Becoming a Living Poem (Why Making Doctors Read Poetry Is Not Enough)
Dillon Stull, MD(c), Stanford University School of Medicine and MA, Duke Divinity School
Some attempts to “humanize” the practice of medicine today include proposals to educate medical professionals in the humanities, hence the growing field of the “medical humanities.” This paper will assert not that these suggestions are misguided but that they do not go far enough—and cannot go far enough—to prepare medical professionals to attend to the suffering of others with the compassion that each patient deserves.
This paper will examine poetry as a case study for the relationship between medicine and the humanities, a relationship that will become most clear and profound when the two are united and animated by religion.
A few features distinguish poetry as a literary form. Classically, these features include form and meter. The poem also tends to invite rumination, an act of reflection. Finally, poetry aims to communicate with few words living realities that surpass the strict descriptions of its language. It is not and has not been unusual to find physicians who simultaneously are poets or at least who read or enjoy poetry. But should all physicians be required to study poetry as a component of their professional formation?
Studying poetry may indeed form medical professionals into more humane caretakers for the sick, but it is not enough. Patients will benefit to the degree that physicians learn to embody the lessons of poetry—or better: when physicians learn to become living poems. These are medical professionals whose vitality is channeled by virtuous habits and humble prayer; whose care for the sick invites fruitful reflection on life, death, and pain; whose totality directs the gaze of others toward God, the living reality that surpasses the strict negotiations of daily life. Religion uniquely weds the poem and the practitioner of medicine by animating them within a worshipping community and by ordering them toward the highest end and ultimate aim of human existence.
Poetry and the rest of the medical humanities have many riches to lend the medical profession. Nevertheless, until medical professionals learn to wholly inhabit the wisdom of these arts, there will be something lacking in our response to the suffering other.
This paper will examine poetry as a case study for the relationship between medicine and the humanities, a relationship that will become most clear and profound when the two are united and animated by religion.
A few features distinguish poetry as a literary form. Classically, these features include form and meter. The poem also tends to invite rumination, an act of reflection. Finally, poetry aims to communicate with few words living realities that surpass the strict descriptions of its language. It is not and has not been unusual to find physicians who simultaneously are poets or at least who read or enjoy poetry. But should all physicians be required to study poetry as a component of their professional formation?
Studying poetry may indeed form medical professionals into more humane caretakers for the sick, but it is not enough. Patients will benefit to the degree that physicians learn to embody the lessons of poetry—or better: when physicians learn to become living poems. These are medical professionals whose vitality is channeled by virtuous habits and humble prayer; whose care for the sick invites fruitful reflection on life, death, and pain; whose totality directs the gaze of others toward God, the living reality that surpasses the strict negotiations of daily life. Religion uniquely weds the poem and the practitioner of medicine by animating them within a worshipping community and by ordering them toward the highest end and ultimate aim of human existence.
Poetry and the rest of the medical humanities have many riches to lend the medical profession. Nevertheless, until medical professionals learn to wholly inhabit the wisdom of these arts, there will be something lacking in our response to the suffering other.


§ **Requirement**
From the listing below, output the lines between the one with "Get the bounding box for man." and the one with "Guide me to", including those two, and nothing else. Pictures are not copied.
*** Opening Records to process ***
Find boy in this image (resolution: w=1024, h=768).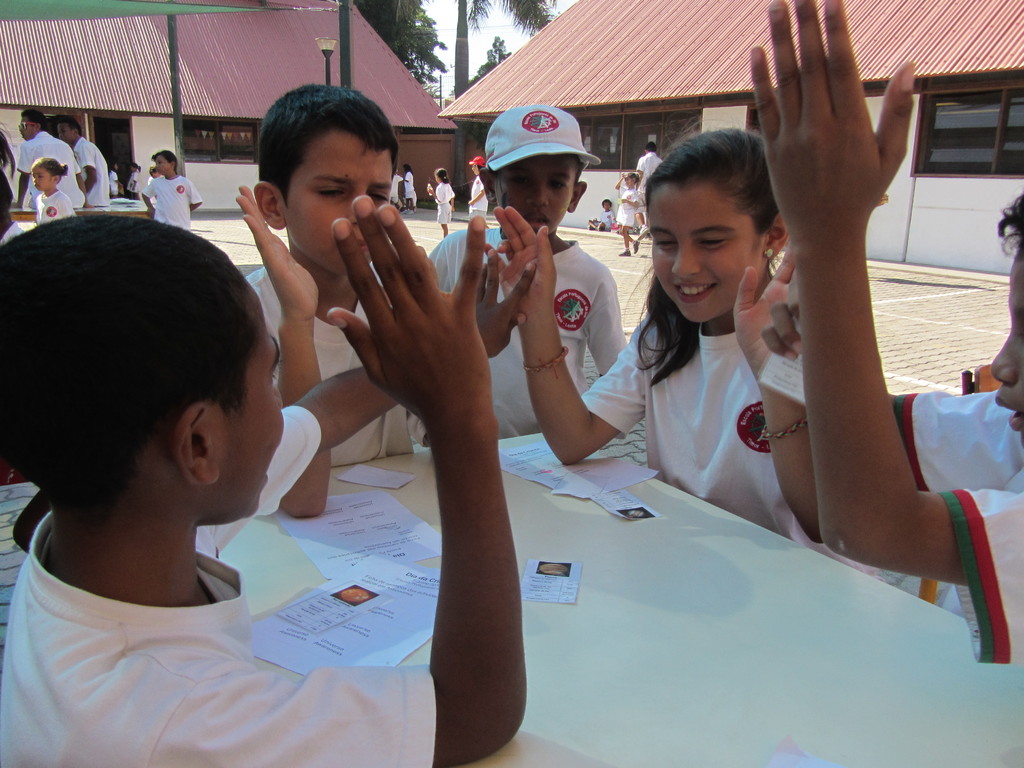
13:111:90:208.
*** Closing Records to process ***
*** Opening Records to process ***
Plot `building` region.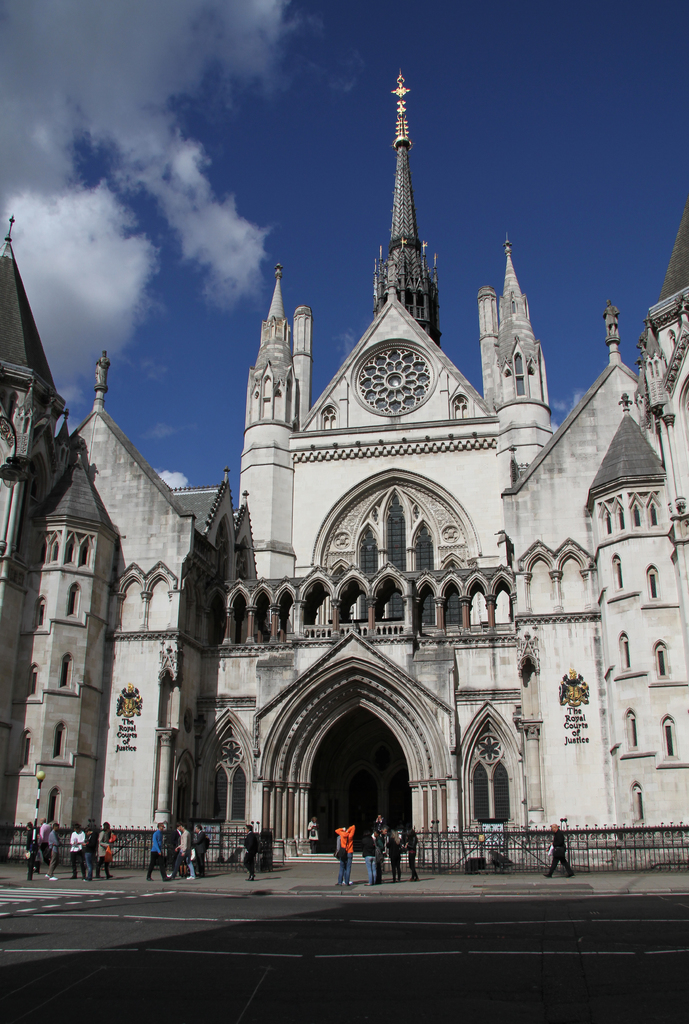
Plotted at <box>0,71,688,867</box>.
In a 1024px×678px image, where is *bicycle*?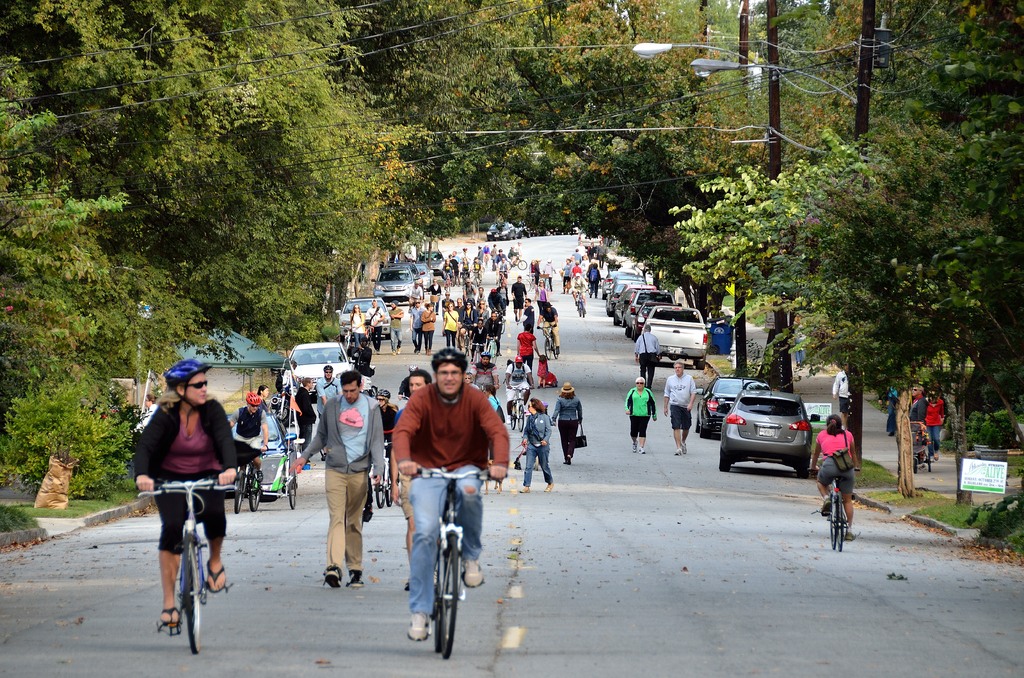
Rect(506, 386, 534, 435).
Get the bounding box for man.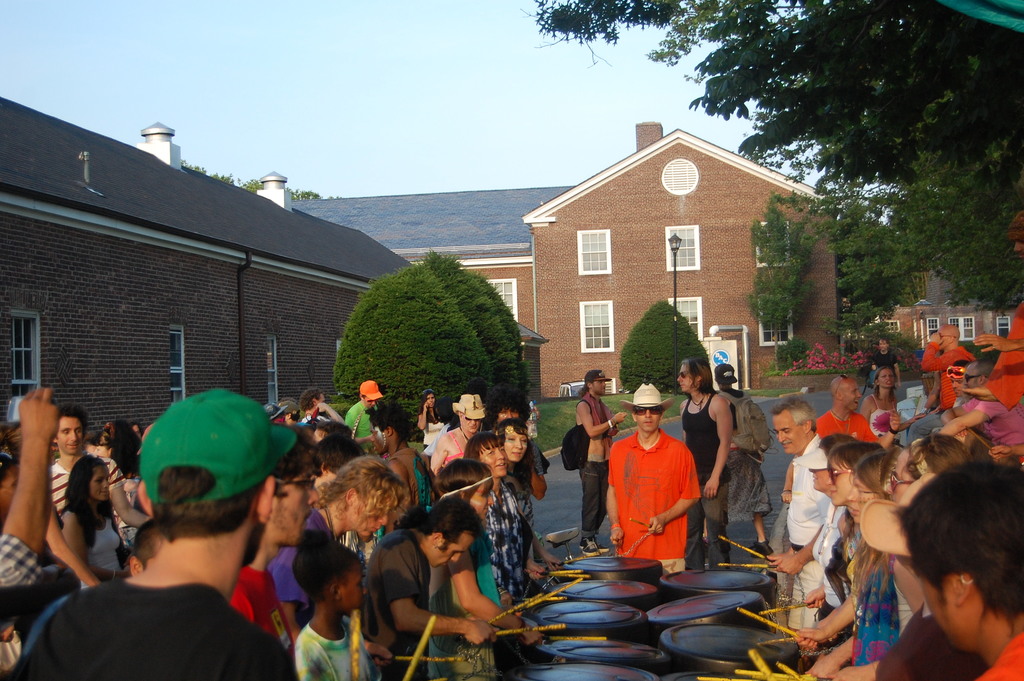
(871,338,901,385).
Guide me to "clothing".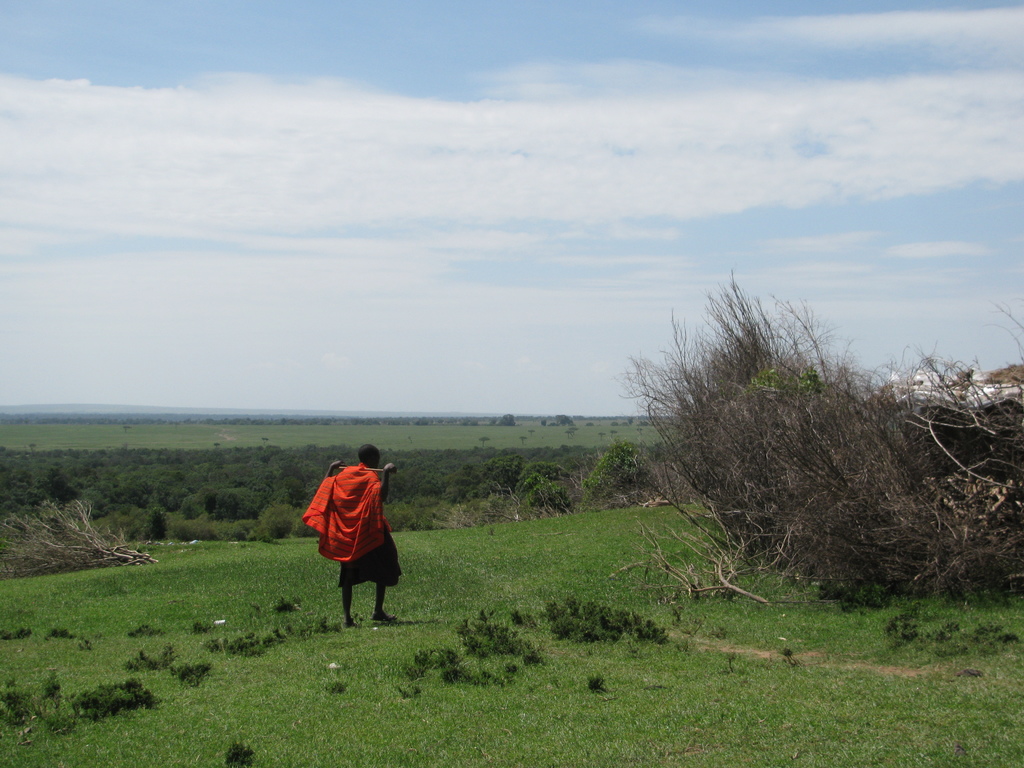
*** Closing Records to process ***
§ **Answer to this exercise**
Get the bounding box for man.
(871,338,901,385).
Guide me to "clothing".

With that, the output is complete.